For more than 25 years, scientists have believed that the universe is expanding faster and faster, pushed apart by a mysterious force called dark energy.
But a new study now suggests that the universe’s expansion may actually be slowing down — not speeding up — marking what could be one of the biggest shifts in cosmology in decades.
The research, published in Monthly Notices of the Royal Astronomical Society, comes from a team at Yonsei University in South Korea.
Their results challenge the long-standing belief that dark energy is constant and causes galaxies to drift apart at an ever-increasing rate.
Instead, the new findings indicate that dark energy may be weakening over time and that the universe has already entered a phase of decelerated expansion.
Lead researcher Professor Young-Wook Lee explained, “Our study shows that the universe has already started slowing down.
If this is confirmed, it would mean that dark energy evolves much more quickly than we thought — and this would completely change how we understand the universe.”
Since 1998, astronomers have based the idea of an accelerating universe on measurements of type Ia supernovae — exploding stars that serve as “standard candles” to measure cosmic distances.
Those observations showed that distant galaxies were moving away faster than expected, a discovery that earned the 2011 Nobel Prize in Physics. But the Yonsei team found that the supernovae might not be as “standard” as once believed.
By studying 300 host galaxies, they discovered that the brightness of type Ia supernovae depends on the age of the stars that created them.
Supernovae born from younger stars tend to appear slightly dimmer, while those from older stars are brighter.
When this “age bias” was corrected, the data no longer matched the widely accepted cosmological model known as ΛCDM (Lambda Cold Dark Matter), which assumes dark energy is constant.
Instead, the corrected data fit better with newer models supported by the Dark Energy Spectroscopic Instrument (DESI) project, which combines information from the cosmic microwave background — the afterglow of the Big Bang — and baryonic acoustic oscillations, or faint sound waves left over from the universe’s earliest moments. Both suggest that dark energy changes over time and is growing weaker.
When the corrected supernova data were combined with the DESI results, the evidence for an accelerating universe disappeared.
“The universe is not accelerating today,” said Professor Lee. “It has already entered a decelerating phase, just as independent measurements of the cosmic microwave background and early-universe sound waves have hinted.”
To strengthen their findings, the Yonsei team is now running additional “evolution-free” tests using only young galaxies to remove age effects completely. Early results continue to support their conclusion.
The upcoming Vera C. Rubin Observatory in Chile will play a major role in this investigation. With its massive telescope and the world’s largest digital camera, it will soon detect tens of thousands of new supernovae, allowing scientists to make far more precise measurements of how the universe expands.
If confirmed, these findings could resolve long-standing puzzles such as the “Hubble tension” — the mismatch between different methods of measuring the universe’s expansion rate — and rewrite our understanding of dark energy itself.
For now, one thing is clear: the cosmos may be telling a very different story about its future than scientists once believed.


§ Work item
How many lines of these entries hold the string "nHemisphere"? Reply with the number alone.

#### Supplied material ####

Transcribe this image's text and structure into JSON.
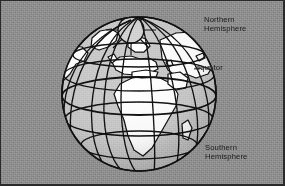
{
  "figure": {
    "background_color": "#8d8d8d",
    "frame_color": "#2a2a2a",
    "land_color": "#ffffff",
    "ocean_color": "#c9c9c9",
    "line_color": "#111111"
  },
  "labels": {
    "northern": "Northern\nHemisphere",
    "equator": "equator",
    "southern": "Southern\nHemisphere"
  },
  "globe": {
    "center_x": 139,
    "center_y": 94,
    "radius": 77,
    "pole_cap_label": "north-polar-cap",
    "graticule": {
      "parallels": [
        60,
        30,
        0,
        -30,
        -60
      ],
      "meridian_count": 9,
      "equator_latitude": 0
    },
    "continents": [
      "greenland",
      "north-america-edge",
      "europe",
      "africa",
      "arabia",
      "madagascar",
      "asia-edge"
    ]
  }
}
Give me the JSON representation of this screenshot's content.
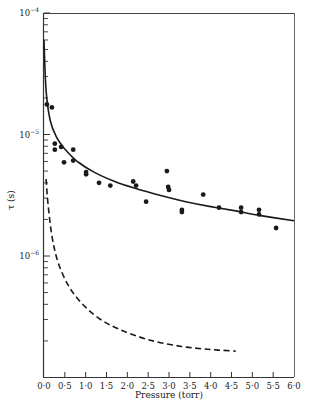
{
  "chart_data": {
    "type": "scatter",
    "title": "",
    "xlabel": "Pressure (torr)",
    "ylabel": "τ (s)",
    "xlim": [
      0.0,
      6.0
    ],
    "ylim": [
      1.5e-07,
      0.0001
    ],
    "yscale": "log",
    "grid": false,
    "legend": null,
    "x_ticks": [
      "0·0",
      "0·5",
      "1·0",
      "1·5",
      "2·0",
      "2·5",
      "3·0",
      "3·5",
      "4·0",
      "4·5",
      "5·0",
      "5·5",
      "6·0"
    ],
    "x_tick_values": [
      0.0,
      0.5,
      1.0,
      1.5,
      2.0,
      2.5,
      3.0,
      3.5,
      4.0,
      4.5,
      5.0,
      5.5,
      6.0
    ],
    "y_ticks": [
      {
        "base": "10",
        "exp": "−4",
        "value": 0.0001
      },
      {
        "base": "10",
        "exp": "−5",
        "value": 1e-05
      },
      {
        "base": "10",
        "exp": "−6",
        "value": 1e-06
      }
    ],
    "series": [
      {
        "name": "measured",
        "style": "points",
        "points": [
          [
            0.07,
            1.77e-05
          ],
          [
            0.19,
            1.67e-05
          ],
          [
            0.26,
            8.4e-06
          ],
          [
            0.26,
            7.5e-06
          ],
          [
            0.41,
            7.9e-06
          ],
          [
            0.48,
            5.9e-06
          ],
          [
            0.7,
            7.5e-06
          ],
          [
            0.7,
            6.1e-06
          ],
          [
            1.01,
            4.9e-06
          ],
          [
            1.01,
            4.7e-06
          ],
          [
            1.32,
            4e-06
          ],
          [
            1.59,
            3.8e-06
          ],
          [
            2.14,
            4.1e-06
          ],
          [
            2.21,
            3.8e-06
          ],
          [
            2.45,
            2.8e-06
          ],
          [
            2.95,
            5e-06
          ],
          [
            2.98,
            3.7e-06
          ],
          [
            3.0,
            3.5e-06
          ],
          [
            3.31,
            2.4e-06
          ],
          [
            3.31,
            2.3e-06
          ],
          [
            3.82,
            3.2e-06
          ],
          [
            4.2,
            2.5e-06
          ],
          [
            4.73,
            2.5e-06
          ],
          [
            4.73,
            2.3e-06
          ],
          [
            5.16,
            2.4e-06
          ],
          [
            5.16,
            2.2e-06
          ],
          [
            5.57,
            1.7e-06
          ]
        ]
      },
      {
        "name": "fit",
        "style": "solid",
        "points": [
          [
            0.0,
            6e-05
          ],
          [
            0.05,
            2.3e-05
          ],
          [
            0.15,
            1.3e-05
          ],
          [
            0.3,
            9.5e-06
          ],
          [
            0.5,
            7.6e-06
          ],
          [
            0.8,
            6e-06
          ],
          [
            1.2,
            4.9e-06
          ],
          [
            1.7,
            4.1e-06
          ],
          [
            2.2,
            3.6e-06
          ],
          [
            2.8,
            3.15e-06
          ],
          [
            3.4,
            2.8e-06
          ],
          [
            4.0,
            2.55e-06
          ],
          [
            4.6,
            2.35e-06
          ],
          [
            5.2,
            2.15e-06
          ],
          [
            6.0,
            1.95e-06
          ]
        ]
      },
      {
        "name": "calculated",
        "style": "dashed",
        "points": [
          [
            0.05,
            4.3e-06
          ],
          [
            0.1,
            2.6e-06
          ],
          [
            0.2,
            1.4e-06
          ],
          [
            0.35,
            8.6e-07
          ],
          [
            0.6,
            5.6e-07
          ],
          [
            0.9,
            4.1e-07
          ],
          [
            1.3,
            3.1e-07
          ],
          [
            1.8,
            2.5e-07
          ],
          [
            2.5,
            2.05e-07
          ],
          [
            3.3,
            1.8e-07
          ],
          [
            4.0,
            1.7e-07
          ],
          [
            4.6,
            1.65e-07
          ]
        ]
      }
    ]
  },
  "layout": {
    "plot": {
      "left": 44,
      "right": 294,
      "top": 13,
      "bottom": 377
    },
    "colors": {
      "ink": "#1a1a1a",
      "frame": "#555555",
      "background": "#ffffff"
    }
  }
}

####

§ Solution
2